Yes, it was personal. As personal as my grandfather, pointing to each photo, telling me something about the little boy in the photo who had his brains blown out, about the robust-looking tall, thin man with the long, gray beard who he was told died in a concentration camp, about the group photo showing five people whose final years were filled with unspeakable horrors, grief and pain.
The Israeli newspaper Ha’aretz, Amira Hass writes:
We remember and feel the pain of that liquidation day by day. Let us confront them with it day by day. For example, let it be inscribed on a large marble slab outside every house in which Jews used to live, where they were deported and where they were murdered. Let every railway station from which the human transports were dispatched provide the information: when, how many trains a day, how many people. Let the names of those responsible for the transport be written down – at the police station, the railway station, city hall.
The way to fight the fading memory is not merely with memorial monuments and ceremonies. It is done mainly with an uncompromising rejection of the master race ideology, which divided the world into superior and inferior races and denied the principle of equality among human beings. We were placed at the bottom of the ladder of the Nazi ideology. Would this ideology not have been criminal had we been ranked in the upper rungs?
An ideology that divides the world into those who are worth more and those who are worth less, into superior and inferior beings, does not have to reach the dimensions of the German genocide to be improper and wrong – the apartheid in South Africa, for example.
In her piece, Hass warns Israelis about falling into the same trap in regards to the Palestinians. And that point is a good issue for another time.
But today, I read about the museum and think about my grandfather showing me that book, turning a page, looking at my face. He had done this before but he did it with more determination that day…that last time.
He didn’t know it would be the last time he would remind and warn me.
But, then, none of us know if it’ll be the last time when we remind and warn young people of what happened.
So we do it when we can — and museums do it when we can’t.
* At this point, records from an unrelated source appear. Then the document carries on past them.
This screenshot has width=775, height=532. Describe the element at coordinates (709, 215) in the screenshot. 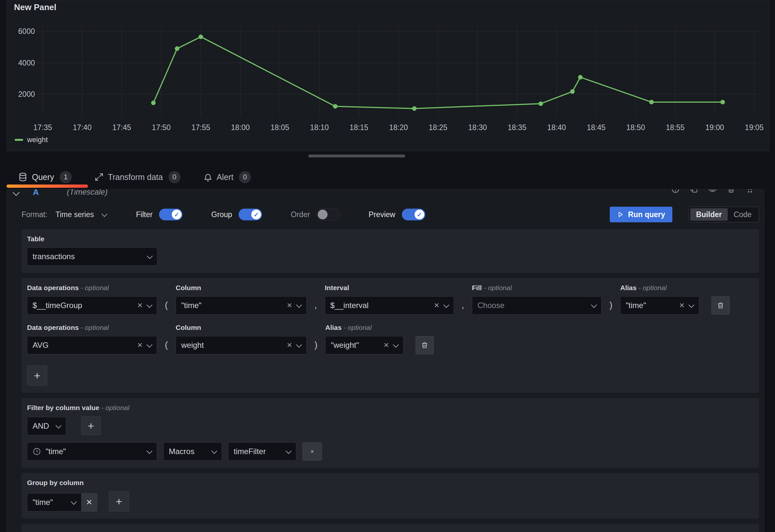

I see `builder-mode-button: Builder` at that location.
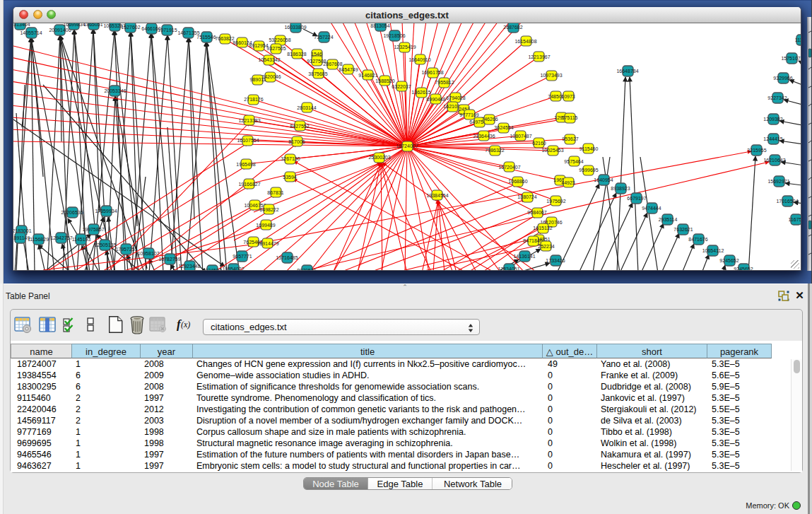  Describe the element at coordinates (307, 107) in the screenshot. I see `svg-text: 2803144` at that location.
Joe Gandelman is a former fulltime journalist who freelanced in India, Spain, Bangladesh and Cypress writing for publications such as the Christian Science Monitor and Newsweek. He also did radio reports from Madrid for NPR’s All Things Considered. He has worked on two U.S. newspapers and quit the news biz in 1990 to go into entertainment. He also has written for The Week and several online publications, did a column for Cagle Cartoons Syndicate and has appeared on CNN.